The Webtide Jetty development team is pleased to announce that we have released Jetty 9.2.0, which is available for download from eclipse or maven central.
Along with numerous fixes and improvements, this release has some exciting new features.

Java 8 Support

Jetty 9.2.0 has been updated to run well with Java 8, including updating dependencies such as ASM.   While Jetty does not yet take advantage of any Java 8 language features, the server does run on the JVM 8, so that improvements in the JIT and garbage collector are available to Jetty users.

Quick Start

We have already announced the quickstart mechanism that resulted from our collaboration with Google AppEngine.   The quick start mechanism allows the start up time of web applications to be reduced to a few hundred milliseconds. For cloud system like AppEngine, this reduced start time can save vital resources as it allows web applications to be started on demand within the acceptable response time of a single request.

Apache JSP/JSTL

The 9.2 release has switched to using the Apache version of Jasper for JSP and JSTL.   Early releases of Jetty used these implementations, but switched to Glassfish when it became the reference implementation.   However the Apache version is now more rigorously maintained and hence we have switched back.  Currently we are using a slightly modified version of 8.0.3, however our  modifications have been contributed back to apache and have been accepted for their 8.0.9 release, so we will soon switch to using a standard jar from Apache.

Async I/O Proxying

The ProxyServlet class implements a flexible reverse proxy by leveraging Jetty 9’s asynchronous HttpClient. Before Jetty 9.2.0 the ProxyServlet implementation was reading data from the downstream client and writing data to the downstream client using the blocking APIs of, respectively, the request ServletInputStream and the response ServletOutputStream.
From Jetty 9.2.0 a new implementation has been introduced, AsyncProxyServlet, that leverages the asynchronous I/O features of Servlet 3.1 to read from and write to the downstream client, therefore making possible to be 100% fully asynchronous. This means better scalability and less resources used by the server to proxy the requests/responses.
Users that are bound to use Servlet 3.0 can continue to use ProxyServlet; you can leverage AsyncProxyServlet’s scalability by updating your web application to use Servlet 3.1, and by deploying it in Jetty 9.2.0 or greater.

Async FastCGI

The primary beneficiary of AsyncProyServlet is Jetty’s FastCGI support, which we are using in this same web site and that we have discussed here and here.
By using AsyncProyServlet, the FastCGI proxying has become even more efficient and allows Jetty to run with a minimum of memory (just 20 MiB of occupied heap) and minimum of threads.
With Jetty 9.2.0 you can deploy your PHP applications leveraging Jetty’s scalability and SPDY support (along with Jetty’s SPDY Push) to make your web sites quick and responsive.

ALPN Support

Jetty 9.2.0 provides an implementation of ALPN, the Application Layer Protocol Negotiation specification.
ALPN is the successor to NPN (the Next Protocol Negotiation) and is implemented for both JDK 7 and JDK 8. ALPN will be used by SPDY and HTTP 2.0 to negotiate the application protocol of a TLS connection.
Users using NPN and JDK 7 may continue to do so, or update to ALPN. Users of JDK 8 will only be able to use ALPN.

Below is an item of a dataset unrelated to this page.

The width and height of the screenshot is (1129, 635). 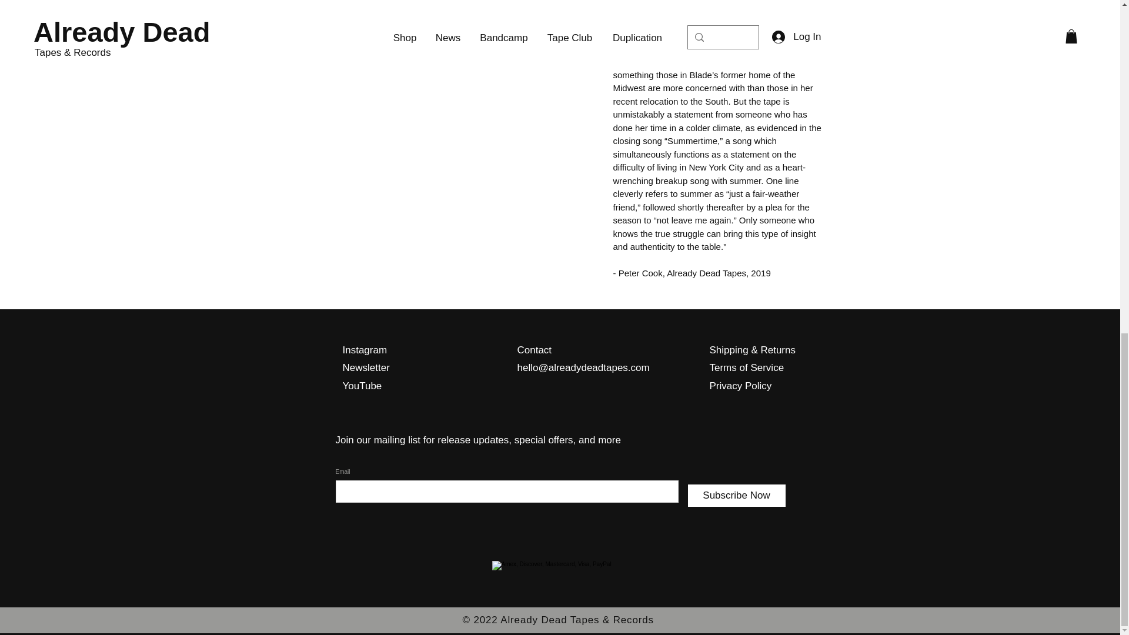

Multiple Jetty base directories

The Jetty 9.0 series introduced the $jetty.base and $jetty.home mechanism, which allows local configuration modifications to all be put into a base directory which is kept separate from the home directory, which can be kept as an unmodified jetty distribution.  This allows simple upgrades between jetty versions without the need to refactor your configuration.  Jetty 9.2 has now extended this mechanism to allow multiple directories.  You can now have layers of configuration, your your enterprise, your cluster, your node and your webapp, or however you wish to layer your configuration.